At the Summer Institute in Political Psychology, Michael Tomz presented the findings from a paper he and Robert van Houweling published in the 2009 issue of the American Political Science Review in which they try to answer these questions.

These researchers hypothesized that flip-flopping could lead voters to have positive OR negative perceptions of the candidates. Flip-flopping might actually lead people to think that the inconsistent candidate is open-minded, flexible, and responsive to new data. Alternately, voters may come to view the inconsistent candidate as lacking integrity and honesty, and perceive the candidate as willing to say anything to get elected. This negative effect should dissuade candidates from changing their views, lest they suffer the wrath of countless attack ads.

In Tomz and van Houweling's research, they had participants read about two fictitious candidates, one of whom had flip-flopped on an issue. After reading about the candidates, the  participants evaluated the character of the candidates and their confidence in how the candidate would stand on issues if s/he was elected.

Holding all other variables constant, randomized flip-flopping led to an 11% penalty in the polls.

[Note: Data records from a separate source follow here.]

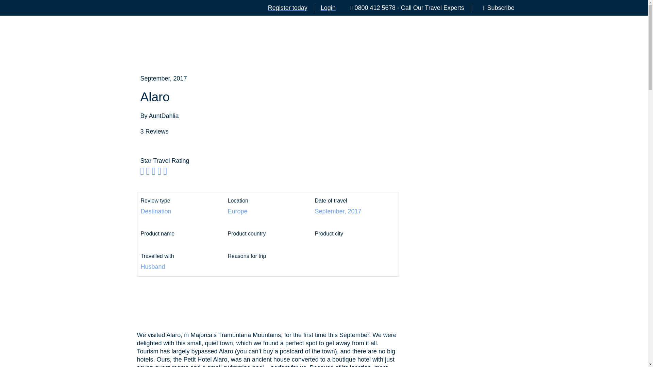 This screenshot has height=367, width=653. What do you see at coordinates (288, 7) in the screenshot?
I see `Register today` at bounding box center [288, 7].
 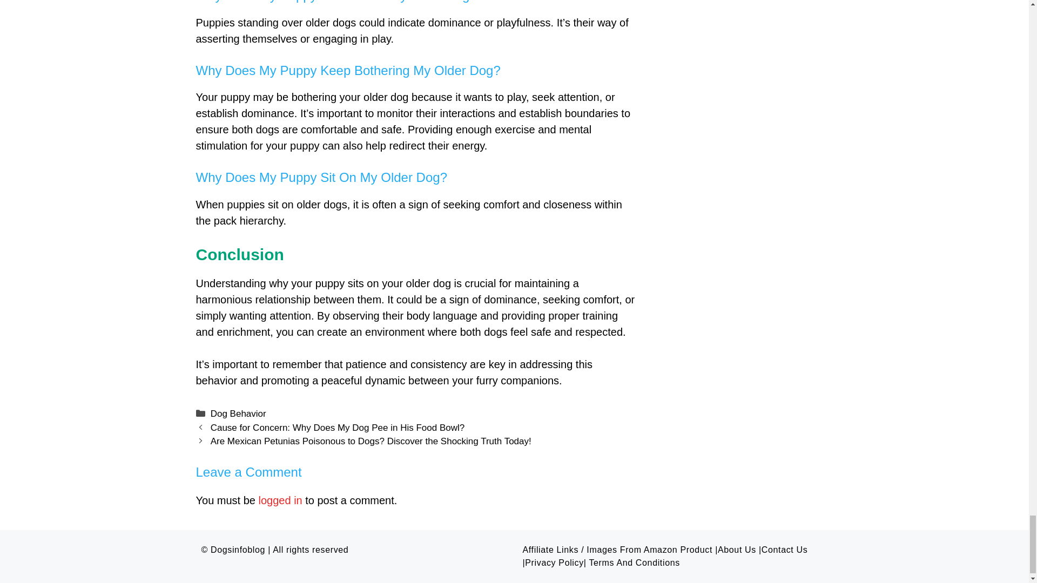 What do you see at coordinates (238, 414) in the screenshot?
I see `Dog Behavior` at bounding box center [238, 414].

However, the story gets more complicated. This effect is particularly true for partisans and when the flip-flop is on an issue that some bloc of voters deems important.

If this is the case, then it would be most sensible for candidates to stay consistent on issues that have appeal across the aisle and be ambiguous about the key issues for one's own party, because members of the candidate's party assume that the candidate shares their view regardless of any clear statement of that view.

Thus, ambiguity can be strategically used by candidates to appeal to specific groups that might not ordinarily support them. If done inappropriately, it can ring the final bell and effectively bring a campaign to its knees... unless it can also frame the other candidate as an ambiguous flip-flopper.

With these implications, we should expect to see a growing barrage of flip-flopper attacks as the 2012 US Presidential Election approaches.